Jennifer C. Stern

and 35 more

Field studies at terrestrial analogue sites represent an important contribution to the science of ocean worlds. The value of the science and technology investigations conducted at field analogue sites depends on the relevance of the analogue environment to the target ocean world. We accept that there are no perfect analogues for many of the unique environments represented by ocean worlds but suggest that a one-to-one matching of environmental characteristics and conditions is not crucial to the success or impact of the work. Instead, we must instead determine which processes and parameters are required to map directly to the target ocean world environment with high fidelity to address the science question or engineering challenge. Where there are discrepancies between the model and target environment, we must fully understand how those limitations impact the applicability of the study, and mitigate these where possible using alternative approaches. Here we present a two-step approach to 1) identify the most crucial processes and parameters associated with a given science question and 2) assess the fidelity of these processes and parameters at a proposed field site to those expected for the target ocean world. We demonstrate this approach in a test case evaluating three types of ocean world analogue environments with respect to a science question. Our proposed framework will not only enhance the scientific rigor of field research but also provide access to a broader range of field sites relevant to ocean worlds processes, enabling a greater diversity of ocean and geological science researchers.

Kathryn Gansler

and 1 more

Areas of Jupiter’s moon, Europa, contain irregular ice floes that are illustrative of the massive disruption, reorientation, and refreezing experienced on Europa’s surface as Jupiter’s gravity imparts immense tidal forces that heat the moon.
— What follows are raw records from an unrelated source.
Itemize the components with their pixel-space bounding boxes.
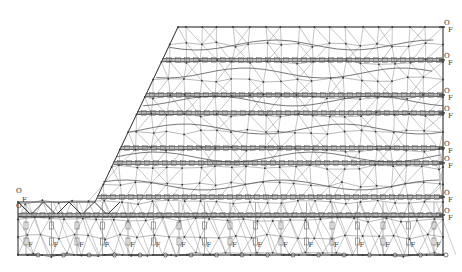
svg-text:O: O <box>16 187 22 195</box>
svg-text:F: F <box>448 147 453 155</box>
svg-text:F: F <box>79 241 84 249</box>
triangular-mesh <box>17 26 444 258</box>
svg-text:F: F <box>130 241 135 249</box>
svg-text:F: F <box>411 241 416 249</box>
svg-text:F: F <box>385 241 390 249</box>
svg-text:F: F <box>448 94 453 102</box>
svg-text:F: F <box>28 241 33 249</box>
svg-text:F: F <box>334 241 339 249</box>
svg-text:F: F <box>448 196 453 204</box>
svg-text:F: F <box>448 162 453 170</box>
svg-text:F: F <box>360 241 365 249</box>
svg-text:F: F <box>22 196 27 204</box>
svg-text:F: F <box>156 241 161 249</box>
svg-text:F: F <box>181 241 186 249</box>
slope-mesh-diagram: FFFFFFFFFFFFFFFFF OFOFOFOFOFOFOFOFOFO <box>0 0 462 272</box>
svg-text:F: F <box>448 112 453 120</box>
svg-text:O: O <box>16 202 22 210</box>
svg-text:F: F <box>309 241 314 249</box>
svg-text:F: F <box>258 241 263 249</box>
svg-text:F: F <box>448 59 453 67</box>
svg-text:F: F <box>448 26 453 34</box>
base-piles: FFFFFFFFFFFFFFFFF <box>18 202 456 257</box>
svg-text:F: F <box>232 241 237 249</box>
svg-text:F: F <box>448 214 453 222</box>
svg-text:F: F <box>54 241 59 249</box>
svg-text:F: F <box>436 241 441 249</box>
svg-text:F: F <box>283 241 288 249</box>
svg-text:F: F <box>207 241 212 249</box>
node-labels: OFOFOFOFOFOFOFOFOFO <box>16 19 453 222</box>
svg-text:F: F <box>105 241 110 249</box>
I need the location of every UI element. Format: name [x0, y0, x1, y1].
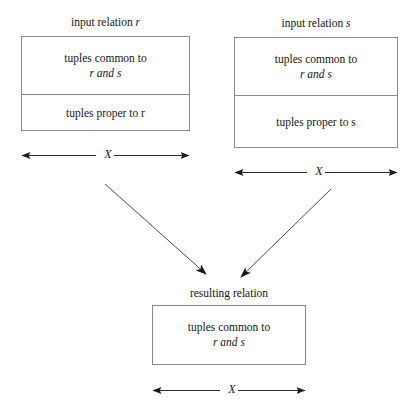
input-relation-s-dimension-label: X: [305, 164, 333, 179]
input-relation-r-caption-text: input relation: [71, 16, 133, 28]
input-relation-r-box: tuples common to r and s tuples proper t…: [21, 36, 190, 131]
resulting-relation-common-cell: tuples common to r and s: [153, 306, 305, 364]
arrow-from-s-to-result: [241, 189, 331, 277]
input-relation-s-common-line2: r and s: [300, 68, 332, 80]
resulting-relation-caption: resulting relation: [152, 286, 306, 300]
resulting-relation-dimension-label: X: [218, 382, 246, 397]
input-relation-s-caption: input relation s: [234, 16, 398, 30]
input-relation-s-common-cell: tuples common to r and s: [235, 38, 397, 96]
input-relation-r-common-line1: tuples common to: [64, 52, 146, 64]
input-relation-r-caption: input relation r: [21, 15, 190, 29]
relation-intersection-diagram: input relation r tuples common to r and …: [0, 0, 418, 415]
input-relation-s-caption-variable: s: [346, 17, 350, 29]
input-relation-s-proper-text: tuples proper to s: [276, 115, 356, 130]
input-relation-s-box: tuples common to r and s tuples proper t…: [234, 37, 398, 148]
input-relation-r-dimension-label: X: [94, 147, 122, 162]
input-relation-r-proper-text: tuples proper to r: [66, 106, 145, 121]
input-relation-r-proper-cell: tuples proper to r: [22, 95, 189, 131]
input-relation-r-common-line2: r and s: [90, 67, 122, 79]
input-relation-s-common-line1: tuples common to: [275, 53, 357, 65]
input-relation-s-proper-cell: tuples proper to s: [235, 96, 397, 148]
input-relation-r-common-cell: tuples common to r and s: [22, 37, 189, 95]
resulting-relation-box: tuples common to r and s: [152, 305, 306, 365]
arrow-from-r-to-result: [105, 184, 206, 274]
resulting-relation-line2: r and s: [213, 336, 245, 348]
resulting-relation-line1: tuples common to: [188, 321, 270, 333]
input-relation-s-caption-text: input relation: [282, 17, 344, 29]
input-relation-r-caption-variable: r: [136, 16, 140, 28]
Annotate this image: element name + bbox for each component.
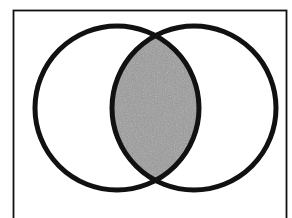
venn-diagram: [0, 0, 292, 218]
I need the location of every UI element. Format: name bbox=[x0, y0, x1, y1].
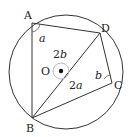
angle-label-b: b bbox=[95, 69, 102, 82]
angle-label-2b: 2b bbox=[53, 48, 67, 61]
angle-label-2b-var: b bbox=[60, 48, 67, 61]
label-c: C bbox=[114, 79, 122, 92]
label-o: O bbox=[41, 65, 50, 78]
angle-label-2a: 2a bbox=[69, 79, 83, 92]
angle-label-a: a bbox=[39, 32, 46, 45]
label-a: A bbox=[23, 9, 33, 22]
circle-diagram: A D C B O a b 2b 2a bbox=[0, 0, 134, 137]
label-d: D bbox=[101, 22, 110, 35]
center-point-o bbox=[59, 69, 63, 73]
angle-arc-b bbox=[104, 75, 110, 79]
label-b: B bbox=[26, 122, 34, 135]
angle-label-2a-var: a bbox=[76, 79, 83, 92]
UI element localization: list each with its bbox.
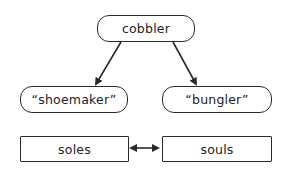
node-bungler: “bungler” <box>162 86 272 113</box>
node-cobbler-label: cobbler <box>122 21 170 36</box>
node-soles-label: soles <box>58 142 91 157</box>
edge-cobbler-to-bungler <box>173 42 196 84</box>
node-souls-label: souls <box>200 142 233 157</box>
node-cobbler: cobbler <box>97 15 195 42</box>
node-soles: soles <box>20 136 129 162</box>
node-shoemaker: “shoemaker” <box>20 86 128 113</box>
diagram-canvas: cobbler “shoemaker” “bungler” soles soul… <box>0 0 288 176</box>
node-souls: souls <box>162 136 272 162</box>
node-bungler-label: “bungler” <box>185 92 248 107</box>
edge-cobbler-to-shoemaker <box>96 42 121 84</box>
node-shoemaker-label: “shoemaker” <box>32 92 117 107</box>
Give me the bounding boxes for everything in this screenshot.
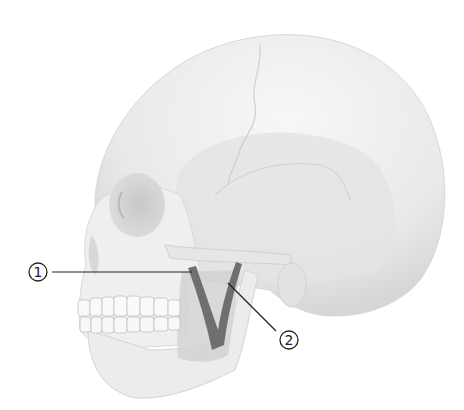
upper-teeth bbox=[78, 296, 180, 316]
skull-diagram: 1 2 bbox=[0, 0, 464, 410]
lower-teeth bbox=[80, 317, 180, 333]
callout-1: 1 bbox=[29, 263, 47, 281]
callout-1-label: 1 bbox=[34, 264, 43, 280]
callout-2-label: 2 bbox=[285, 332, 294, 348]
orbit bbox=[109, 173, 165, 237]
callout-2: 2 bbox=[280, 331, 298, 349]
mastoid-process bbox=[278, 263, 306, 307]
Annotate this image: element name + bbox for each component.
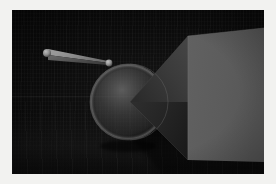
render-viewport[interactable] [12,10,264,174]
wedge-endpoint-sphere-left [43,49,51,57]
wedge-endpoint-sphere-right [106,60,113,67]
render-screenshot: 3D Rendered Scene Dark 3D viewport rende… [0,0,276,184]
sphere-contact-shadow [100,140,156,152]
box-front-face [188,28,264,162]
small-tapered-wedge [48,49,109,65]
scene-geometry [12,10,264,174]
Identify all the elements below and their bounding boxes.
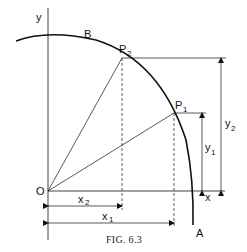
svg-text:1: 1 <box>211 148 216 157</box>
radius-op1 <box>48 113 174 191</box>
svg-text:x: x <box>78 193 84 205</box>
svg-text:1: 1 <box>109 215 114 224</box>
x-axis-label: x <box>205 191 211 203</box>
dimension-y2-label: y 2 <box>225 117 236 133</box>
origin-label: O <box>36 185 45 197</box>
svg-text:x: x <box>102 210 108 222</box>
figure-diagram: y x O B A P 2 P 1 y 2 y 1 x 2 x 1 FIG. 6… <box>0 0 247 252</box>
svg-text:P: P <box>175 99 182 111</box>
svg-text:2: 2 <box>85 198 90 207</box>
point-a-label: A <box>196 227 204 239</box>
point-p1-label: P 1 <box>175 99 188 114</box>
figure-caption: FIG. 6.3 <box>106 234 142 245</box>
svg-text:2: 2 <box>231 124 236 133</box>
dimension-y1-label: y 1 <box>205 141 216 157</box>
dimension-x1-label: x 1 <box>102 210 114 224</box>
point-p2-label: P 2 <box>119 43 132 58</box>
point-b-label: B <box>84 28 91 40</box>
svg-text:P: P <box>119 43 126 55</box>
svg-text:2: 2 <box>127 49 132 58</box>
y-axis-label: y <box>36 11 42 23</box>
radius-op2 <box>48 58 122 191</box>
svg-text:1: 1 <box>183 105 188 114</box>
dimension-x2-label: x 2 <box>78 193 90 207</box>
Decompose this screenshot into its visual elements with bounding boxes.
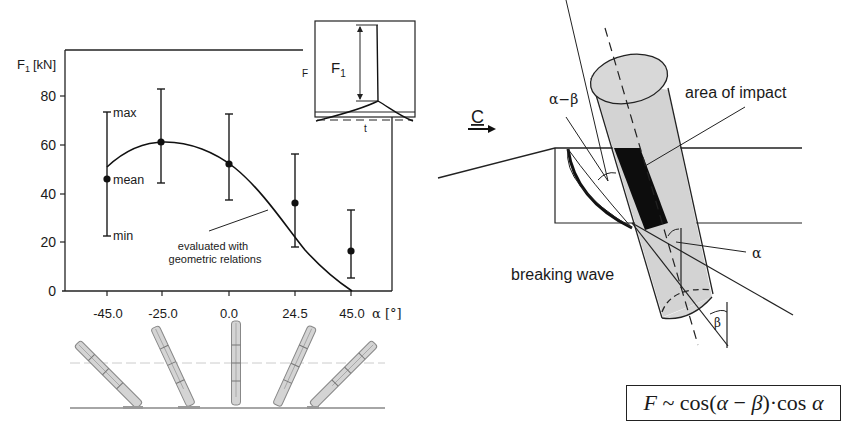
x-axis-title: α [°] [372,306,402,321]
force-formula: F ~ cos( α − β )·cos α [626,385,841,421]
y-axis-title: F1[kN] [17,57,56,74]
impact-diagram: C α−β area of impact breaking wave α β [438,0,802,348]
y-tick-label: 0 [48,283,56,299]
pile-minus-25 [151,325,196,407]
x-tick-label: -45.0 [93,306,123,321]
area-of-impact-label: area of impact [685,84,787,101]
pile-0 [232,321,241,405]
geometric-curve [107,142,352,291]
inset-time-series: F1 F t [302,21,415,134]
pile-sketches [70,321,385,409]
y-ticks [60,96,65,242]
formula-F: F [643,390,656,416]
inclined-cylinder [586,28,713,345]
x-tick-label: 45.0 [339,306,364,321]
breaking-wave-label: breaking wave [511,266,614,283]
annotation-curve-line1: evaluated with [178,240,248,252]
y-tick-label: 40 [40,186,56,202]
x-tick-label: 24.5 [282,306,307,321]
pile-minus-45 [74,340,143,409]
formula-alpha: α [717,390,729,416]
formula-part: )·cos [762,390,811,416]
formula-alpha: α [812,390,824,416]
angle-difference-label: α−β [549,91,578,107]
annotation-curve-line2: geometric relations [169,253,262,265]
pile-24-5 [273,325,317,407]
x-tick-label: 0.0 [220,306,238,321]
y-tick-label: 20 [40,234,56,250]
formula-part: ~ cos( [657,390,717,416]
inset-x-label: t [364,123,367,134]
annotation-max: max [113,106,137,120]
annotation-leader [209,210,268,231]
y-tick-label: 80 [40,88,56,104]
x-tick-label: -25.0 [148,306,178,321]
alpha-label: α [752,245,762,261]
beta-label: β [714,316,721,330]
inset-y-label: F [302,68,308,79]
formula-part: − [728,390,751,416]
y-tick-label: 60 [40,137,56,153]
inset-frame [315,21,415,117]
x-ticks [107,291,351,296]
annotation-mean: mean [113,173,144,187]
formula-beta: β [751,390,762,416]
current-label: C [471,107,484,127]
annotation-min: min [113,229,133,243]
pile-45 [309,340,378,409]
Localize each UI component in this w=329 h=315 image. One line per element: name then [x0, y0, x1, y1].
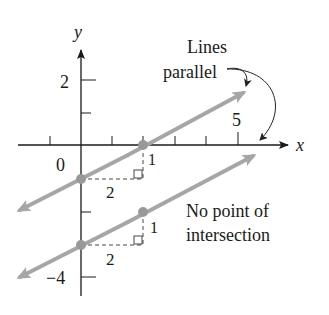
annotation-intersection: intersection — [186, 225, 270, 245]
x-axis-label: x — [295, 135, 304, 155]
point-upper-intercept — [76, 174, 86, 184]
callout-parallel: parallel — [163, 62, 217, 82]
tick-label-y-2: 2 — [60, 72, 69, 92]
parallel-lines-diagram: y x 2 −4 0 1 5 2 2 1 Lines parallel No p… — [0, 0, 329, 315]
point-lower-2 — [138, 207, 148, 217]
rise-label-lower: 1 — [150, 219, 158, 236]
tick-label-x-5: 5 — [232, 110, 241, 130]
tick-label-x-0: 0 — [56, 155, 65, 175]
y-axis-label: y — [72, 22, 82, 42]
tick-label-x-1: 1 — [148, 151, 156, 168]
point-upper-x-intercept — [138, 140, 148, 150]
callout-lines: Lines — [187, 37, 227, 57]
tick-label-y-neg4: −4 — [46, 268, 65, 288]
run-label-lower: 2 — [106, 250, 115, 269]
run-label-upper: 2 — [106, 183, 115, 202]
point-lower-intercept — [76, 240, 86, 250]
annotation-no-point: No point of — [186, 201, 269, 221]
In recent years, various machine learning programs have been used to detect surface features on planetary bodies. Most commonly, such software works to count craters for estimating planetary surface age or to map sand-filled dune fields whose shapes may indicate wind or weather patterns. Creating software to automatically detect Europa’s jigsaw-like ice floes will accelerate scientific analysis of such terrains once higher resolution images of the moon arrive in the fall of 2022 from the Juno spacecraft and later from the forthcoming Europa Clipper mission. In this project, a U-net, a deep learning semantic segmentation model, was applied to images of the surface of Jupiter’s moon Europa taken by the Galileo spacecraft to detect ice floes in the moon’s Chaos Terrains. To measure the quality of the program developed, the Intersection over Union (IoU), a metric that measures the goodness of fit for semantic segmentation, was calculated. Throughout the course of the project, the IoU increased from a value of 0.0012 to 0.286 by adjusting hyperparameters including learning rate and epochs. Adjusting how the data was labeled also improved performance, functioning best when ice floes were hand-labeled using loose-fitting polygons rather than exact edge-mapping. As Galileo faced transmission issues, the usable dataset was limited to 23 images, 19 of which were used for training and 4 for testing. In the coming months, higher quality augmented data should provide additional training images that should further improve the performance of the U-net. Once the algorithm is sufficiently capable of identifying floes in the Chaos Terrains, it may later assist in selection of regions of interest for further study on Europa or even landing sites for a future proposed lander.